How To Write a Full Acceptance Test

In order to compose Selenium tests that are maintainable, resilient, and performant, there are some unproblematic guidelines to follow:

  • Write atomic and self-directed tests

  • Group like tests together in pocket-size batches

  • Be descriptive

  • Use a Test Runner

  • Store tests in a Version Control System

Atomic & amp; Autonomous Tests

Pro tip: Tools like SUSA can handle this autonomously — upload your app and get results without writing a single test script.

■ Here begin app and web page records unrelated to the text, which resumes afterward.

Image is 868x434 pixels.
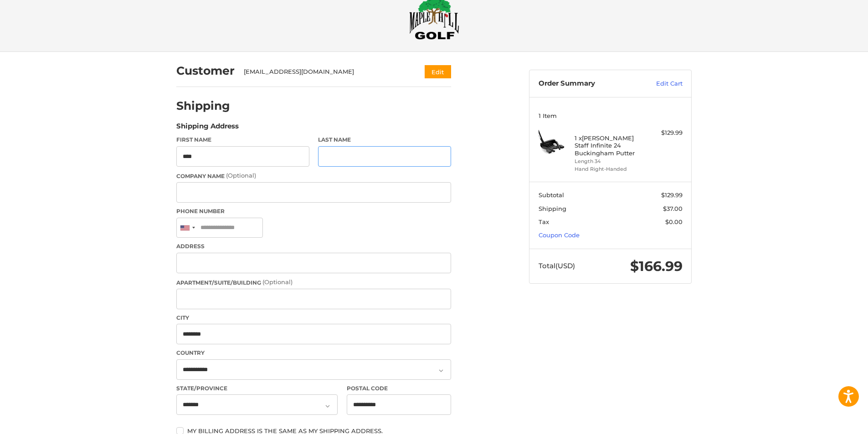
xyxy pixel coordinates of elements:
span: $37.00 [663,205,682,212]
li: Hand Right-Handed [574,165,644,173]
small: (Optional) [226,172,256,179]
label: State/Province [176,384,338,393]
span: $0.00 [665,218,682,225]
li: Length 34 [574,157,644,165]
span: Total (USD) [538,262,575,270]
h2: Customer [176,64,235,78]
a: Edit Cart [636,79,682,88]
h3: 1 Item [538,112,682,119]
span: Subtotal [538,191,564,198]
small: (Optional) [262,278,292,285]
legend: Shipping Address [176,121,238,135]
h2: Shipping [176,99,230,113]
label: Last Name [318,135,451,144]
button: Edit [424,65,451,78]
label: Country [176,349,451,357]
label: Apartment/Suite/Building [176,278,451,287]
label: Company Name [176,171,451,180]
label: City [176,314,451,322]
label: Phone Number [176,207,451,215]
span: Tax [538,218,549,225]
label: First Name [176,135,309,144]
h3: Order Summary [538,79,636,88]
span: $166.99 [630,258,682,275]
label: Address [176,242,451,250]
div: United States: +1 [177,218,198,238]
div: $129.99 [646,129,682,137]
a: Coupon Code [538,231,579,238]
div: [EMAIL_ADDRESS][DOMAIN_NAME] [244,67,407,77]
h4: 1 x [PERSON_NAME] Staff Infinite 24 Buckingham Putter [574,134,644,157]
span: $129.99 [661,191,682,198]
span: Shipping [538,205,566,212]
label: Postal Code [346,384,451,393]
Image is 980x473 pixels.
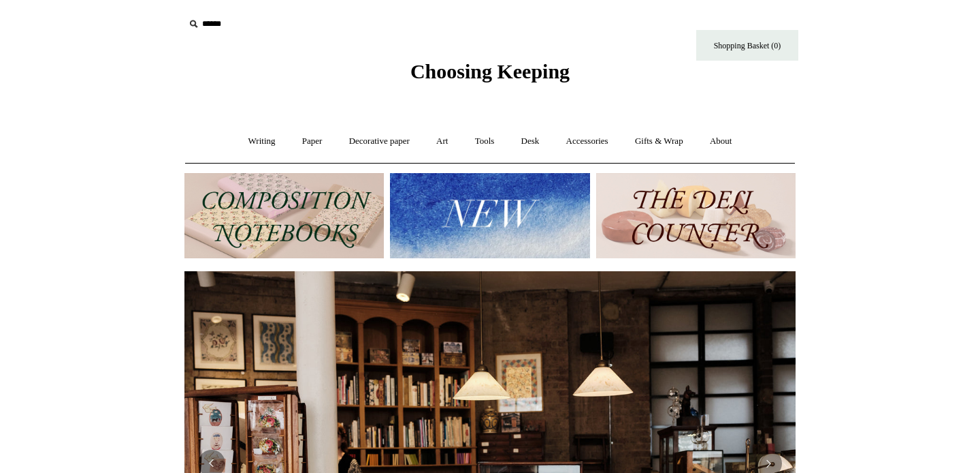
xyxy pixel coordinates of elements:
a: Tools [463,123,507,160]
a: Shopping Basket (0) [697,30,798,60]
img: The Deli Counter [597,173,796,258]
a: Decorative paper [337,123,422,160]
img: 202302 Composition ledgers.jpg__PID:69722ee6-fa44-49dd-a067-31375e5d54ec [184,173,384,258]
a: About [697,123,745,160]
a: Desk [509,123,552,160]
a: Gifts & Wrap [623,123,696,160]
a: Choosing Keeping [411,71,569,80]
span: Choosing Keeping [411,60,569,83]
a: Accessories [554,123,621,160]
a: Art [424,123,460,160]
img: New.jpg__PID:f73bdf93-380a-4a35-bcfe-7823039498e1 [390,173,589,258]
a: Paper [290,123,335,160]
a: Writing [236,123,288,160]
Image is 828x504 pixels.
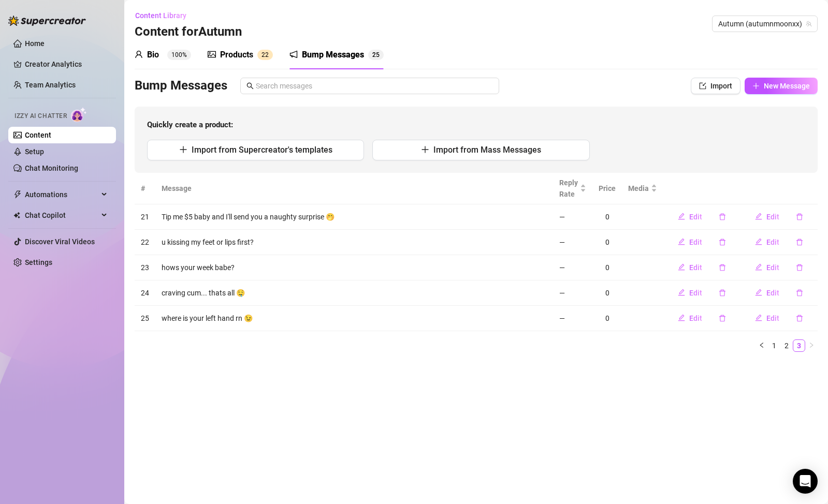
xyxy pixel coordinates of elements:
[8,15,86,26] img: logo-BBDzfeDw.svg
[792,469,817,494] div: Open Intercom Messenger
[755,314,762,321] span: edit
[793,340,805,352] a: 3
[767,264,779,272] span: Edit
[747,285,788,301] button: Edit
[788,208,811,225] button: delete
[25,148,44,156] a: Setup
[747,259,788,276] button: Edit
[13,212,20,219] img: Chat Copilot
[25,131,52,139] a: Content
[155,230,553,256] td: u kissing my feet or lips first?
[768,340,780,352] a: 1
[621,173,663,205] th: Media
[25,81,76,89] a: Team Analytics
[710,234,735,250] button: delete
[764,82,810,90] span: New Message
[598,313,615,324] div: 0
[265,52,269,59] span: 2
[780,340,792,352] li: 2
[767,213,779,221] span: Edit
[167,50,191,60] sup: 100%
[718,264,726,272] span: delete
[808,342,815,348] span: right
[134,173,155,205] th: #
[421,145,429,154] span: plus
[147,120,233,129] strong: Quickly create a product:
[691,77,741,94] button: Import
[25,39,45,48] a: Home
[262,52,265,59] span: 2
[710,208,735,225] button: delete
[553,256,592,280] td: —
[155,306,553,331] td: where is your left hand rn 😉
[553,230,592,256] td: —
[805,340,817,352] li: Next Page
[134,306,155,331] td: 25
[134,24,242,40] h3: Content for Autumn
[155,173,553,205] th: Message
[678,264,685,271] span: edit
[434,145,541,155] span: Import from Mass Messages
[134,7,195,24] button: Content Library
[372,52,376,59] span: 2
[806,20,812,27] span: team
[747,310,788,327] button: Edit
[155,280,553,306] td: craving cum... thats all 🤤
[302,49,364,61] div: Bump Messages
[628,183,649,194] span: Media
[699,82,706,90] span: import
[553,306,592,331] td: —
[689,289,702,297] span: Edit
[598,288,615,299] div: 0
[744,77,817,94] button: New Message
[179,145,188,154] span: plus
[710,259,735,276] button: delete
[788,259,811,276] button: delete
[718,315,726,322] span: delete
[752,82,759,90] span: plus
[134,205,155,230] td: 21
[759,342,765,348] span: left
[718,289,726,297] span: delete
[796,289,803,297] span: delete
[134,230,155,256] td: 22
[25,186,98,203] span: Automations
[755,239,762,246] span: edit
[670,208,710,225] button: Edit
[756,340,767,352] li: Previous Page
[805,340,817,352] button: right
[247,82,254,90] span: search
[598,262,615,273] div: 0
[718,16,811,31] span: Autumn (autumnmoonxx)
[25,56,108,72] a: Creator Analytics
[796,239,803,246] span: delete
[767,340,780,352] li: 1
[220,49,253,61] div: Products
[25,258,53,267] a: Settings
[592,173,621,205] th: Price
[134,256,155,280] td: 23
[796,214,803,221] span: delete
[134,280,155,306] td: 24
[689,213,702,221] span: Edit
[670,259,710,276] button: Edit
[747,234,788,250] button: Edit
[553,173,592,205] th: Reply Rate
[598,211,615,223] div: 0
[25,207,98,224] span: Chat Copilot
[257,50,272,60] sup: 22
[670,310,710,327] button: Edit
[289,50,297,59] span: notification
[155,256,553,280] td: hows your week babe?
[792,340,805,352] li: 3
[710,310,735,327] button: delete
[553,280,592,306] td: —
[689,239,702,247] span: Edit
[25,238,94,246] a: Discover Viral Videos
[756,340,767,352] button: left
[147,49,159,61] div: Bio
[689,264,702,272] span: Edit
[71,107,87,122] img: AI Chatter
[207,50,216,59] span: picture
[559,177,578,199] span: Reply Rate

Each test needs to be concise (e.g., testing a single feature rather than multiple feature) and independent (e.g., sets up its own information rather than relying on a previous test to do it). Doing this may require a mental shift, discipline, and more up front effort.But it will make a dramatic impact on the quality, potency, and maintainability of your tests.

Grouping Tests

As your tryout suite grows, you should have multiple tryout files, each containing a small group of tests broken out by functionality that they & # x27; re exercising. This will go a long way towards organization and maintenance as your test suite grows -- as well as faster execution times (depending on your approach to parallelization).

Being Descriptive

Each test file should be named appropriately, and each examination within that file should have an enlightening name (even if it may be a bit windy). Also, each trial (or grouping of tests across test files) should be tagged with some helpful info to provide context and enable more flexible test execution (more on this access in a future post). This way all or parts of your test suite can be run, and the results will be informative thanks to helpful naming.

Test Runners

At the ticker of every test suite is some kind of a test runner that does a lot of the heavy lifting (e.g., test radical execution, easygoing global contour for setup and teardown, reporting, etc.). Rather than reinvent the wheel, you can use one of the many that already exists (there & # x27; s more than one for every language). And with it you can bolt on third party libraries to extend its functionality if there & # x27; s something missing -- like parallelization.

Version Control

In order to effectively collaborate with other testers and developers, your test codification must live in a version control scheme of some sort. Look to see what your development squad exercise and add your code to it. Otherwise, set up one of the following:

Keep in mind that your test code can go in aseparatedeposit from the code of the application you & # x27; re testing. Combining them may be advantageous, but if all you & # x27; re execute is compose and lam exam against web endpoints (which is a majority of what your testing will be with Selenium) so leaving your tryout code in a separate monument is a fine way to go.

Dave is the author of Elemental Selenium (a free, erstwhile weekly Selenium tip newsletter that is say by hundreds of testing professionals) as well as a new book, The Selenium Guidebook. He is also the creator and maintainer ofChemistryKit(an open-source Selenium framework). He has helped legion companies successfully implement automated acceptation testing; including The Motley Fool, ManTech International, Sittercity, and Animoto. He is a founder and co-organizer of theSelenium Hangoutand has spoken at numerous conferences and meetups about acceptance testing.